Yeah. Watching grass grow may be more interesting than Sunderland. Watching it die is not. Wait, maybe it is?
Posting this in a couple of threads because I think its relevant to a couple of different discussions we've been having: http://www.denverpost.com/kiszla/ci...set-soccers-version-peyton-manning?source=rss If that's the case, why was only TFC allowed to talk to Jozy's agent?
I get the impression TFC management played hardball with MLS as they had all the cards. My friend at MLSE indicates MLS is rather upset with TFC because of the way it went down.
i get the impression that since the "league" needed to use the tfc asset of defoe, to swap for jozy, that would have meant that any other team that wanted jozy would have had to "buy" defoe from tfc (ie compensate them for losing their asset and not getting back an asset of equal value). that is what the stuff ali c said about it being to expensive for rbny to get jozy made it sound like to me.
Not what I was saying - basically - MLS wanted to use allocation orders or blind draws or whatever. The fact that TFC had the leverage here, and used it, hasn't gone over well at MLS HQ.
DPs have quite regularly caused strain amongst the collective league HQ and those "biggest/richest" clubs who can and do afford the highest paid players in the league. But on the whole, the DP initiative is good and collectively well-liked by MLS -- the very business that created the initiative and has benefitted from it, even as it may in some ways work against and strain the league's single-entity-ness.
Well, yeah. Compared to the alternative (for MLS) a few high-priced DPs is way more tolerable. It's like the best of both worlds for them. They get the glamour and marketing oomph to draw more fans and better TV contracts without opening the floodgates of rosters filled with millionaires and wage bills above $30 million per team.
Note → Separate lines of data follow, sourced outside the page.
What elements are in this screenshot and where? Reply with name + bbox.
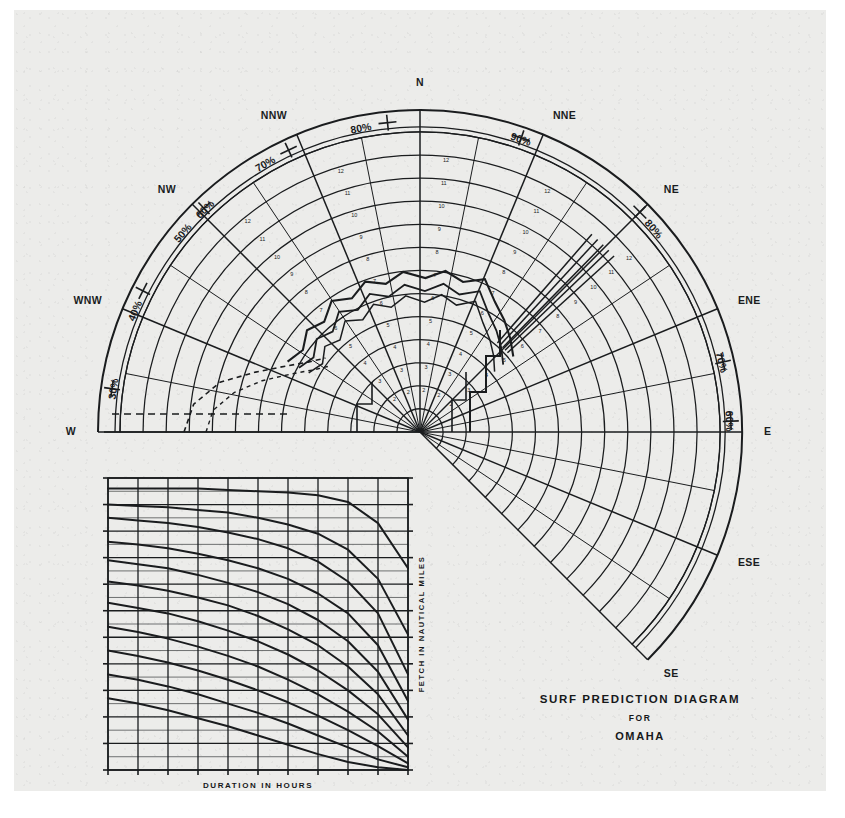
percent-label-p60e: 60% [723,410,736,432]
radial-tick-value: 2 [422,387,425,393]
radial-tick-value: 9 [574,299,577,305]
svg-text:70%: 70% [253,153,278,174]
ne-hatch-line [500,239,598,345]
radial-tick-value: 11 [608,269,614,275]
svg-text:60%: 60% [723,410,736,432]
radial-tick-value: 2 [407,389,410,395]
radial-line [192,204,420,432]
radial-tick-value: 8 [305,289,308,295]
radial-tick-value: 7 [538,328,541,334]
radial-tick-value: 12 [245,218,251,224]
radial-tick-value: 3 [400,367,403,373]
direction-label-wnw: WNW [73,294,102,306]
radial-tick-value: 6 [521,343,524,349]
direction-label-nnw: NNW [261,109,287,121]
surf-contour-dashed [206,366,329,432]
inset-x-axis-label: DURATION IN HOURS [203,781,313,790]
percent-label-p30: 30% [106,377,121,400]
radial-tick-value: 3 [378,378,381,384]
direction-label-ene: ENE [738,294,761,306]
diagram-page: 2345678910111223456789101112234567891011… [0,0,845,818]
radial-tick-value: 4 [393,344,396,350]
title-line-1: SURF PREDICTION DIAGRAM [540,693,740,705]
radial-tick-value: 4 [427,341,430,347]
radial-tick-values: 2345678910111223456789101112234567891011… [245,157,633,407]
direction-label-se: SE [664,667,679,679]
radial-tick-value: 11 [345,190,351,196]
radial-tick-value: 10 [274,254,280,260]
percent-label-p80: 80% [349,120,373,136]
radial-tick-value: 8 [556,313,559,319]
radial-tick-value: 11 [533,208,539,214]
radial-tick-value: 10 [522,229,528,235]
radial-tick-value: 7 [320,307,323,313]
radial-tick-value: 2 [437,392,440,398]
radial-tick-value: 4 [459,351,462,357]
fetch-duration-inset-chart: DURATION IN HOURS FETCH IN NAUTICAL MILE… [103,478,426,790]
radial-tick-value: 11 [441,180,447,186]
radial-tick-value: 5 [386,322,389,328]
ne-hatch-line [505,250,609,350]
radial-tick-value: 9 [513,249,516,255]
radial-tick-value: 5 [349,343,352,349]
radial-tick-value: 12 [338,168,344,174]
radial-tick-value: 10 [438,203,444,209]
direction-label-nne: NNE [553,109,576,121]
radial-tick-value: 9 [290,271,293,277]
radial-tick-value: 11 [259,236,265,242]
percent-label-p70e: 70% [714,351,731,375]
band-tick-marks [103,114,739,431]
diagram-title-block: SURF PREDICTION DIAGRAM FOR OMAHA [540,693,740,742]
radial-tick-value: 9 [359,234,362,240]
radial-tick-value: 3 [448,371,451,377]
inset-y-axis-label: FETCH IN NAUTICAL MILES [417,556,426,693]
percent-label-p90: 90% [509,130,533,148]
surf-contour-dashed [184,358,325,432]
radial-tick-value: 8 [502,269,505,275]
direction-label-ne: NE [664,183,679,195]
radial-tick-value: 12 [443,157,449,163]
radial-tick-value: 6 [481,310,484,316]
radial-tick-value: 10 [590,284,596,290]
radial-tick-value: 8 [366,256,369,262]
ne-hatch-line [503,245,604,348]
radial-tick-value: 4 [364,360,367,366]
svg-text:80%: 80% [349,120,373,136]
radial-line [420,432,648,660]
percent-label-p70: 70% [253,153,278,174]
radial-tick-value: 8 [436,249,439,255]
radial-tick-value: 3 [425,364,428,370]
title-line-3: OMAHA [615,730,665,742]
svg-text:30%: 30% [106,377,121,400]
surf-prediction-diagram: 2345678910111223456789101112234567891011… [0,0,845,818]
direction-label-w: W [66,425,76,437]
direction-label-e: E [764,425,771,437]
svg-text:90%: 90% [509,130,533,148]
radial-tick-value: 9 [438,226,441,232]
radial-tick-value: 12 [626,255,632,261]
radial-tick-value: 2 [393,396,396,402]
direction-label-nw: NW [158,183,176,195]
radial-line [420,204,648,432]
title-line-2: FOR [629,713,652,723]
direction-label-n: N [416,76,424,88]
radial-tick-value: 5 [470,330,473,336]
svg-text:70%: 70% [714,351,731,375]
radial-tick-value: 10 [351,212,357,218]
direction-label-ese: ESE [738,556,760,568]
radial-tick-value: 5 [429,318,432,324]
radial-tick-value: 12 [544,188,550,194]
Short of paying that kind of scratch, it's probably the best bang for the buck.
I could easily make a compelling argument - and I have on the related threads - that a hard cap set near the top of the actual spending by the richest clubs would be of a greater benefit than a mix of three $7M/Y and eight $250K/Y players. A TFC with two players in the $3M range - and none of Bradley, Altidore or Giovinco is worth more than that - and eight making $1M would be a far superior club for about a similar $15M-$17M outlay (TFC will spend close to $20M, btw). This will be a mix of sizzle and skill. What TFC has now is unlikely to be far different from the last season, with neither the sizzle nor the skill.
MLS prides itself on marketing. And trying to market a desirable product. Does the "DPs and others" approach work, or would something else work better? Hard to know. And hard to know what the league's real goals are -- and if there are business challenges and realities that cause conflicts between "building the best teams" and "building the best and most-sustainable business entity." Eventually, I think those two will intersect, but for now the business/marketing decisions are continuing to win out within the single-entity ahead of the competitive concerns of how MLS teams can always/consistently beat the likes of Pachuca or Saprissa or whomever.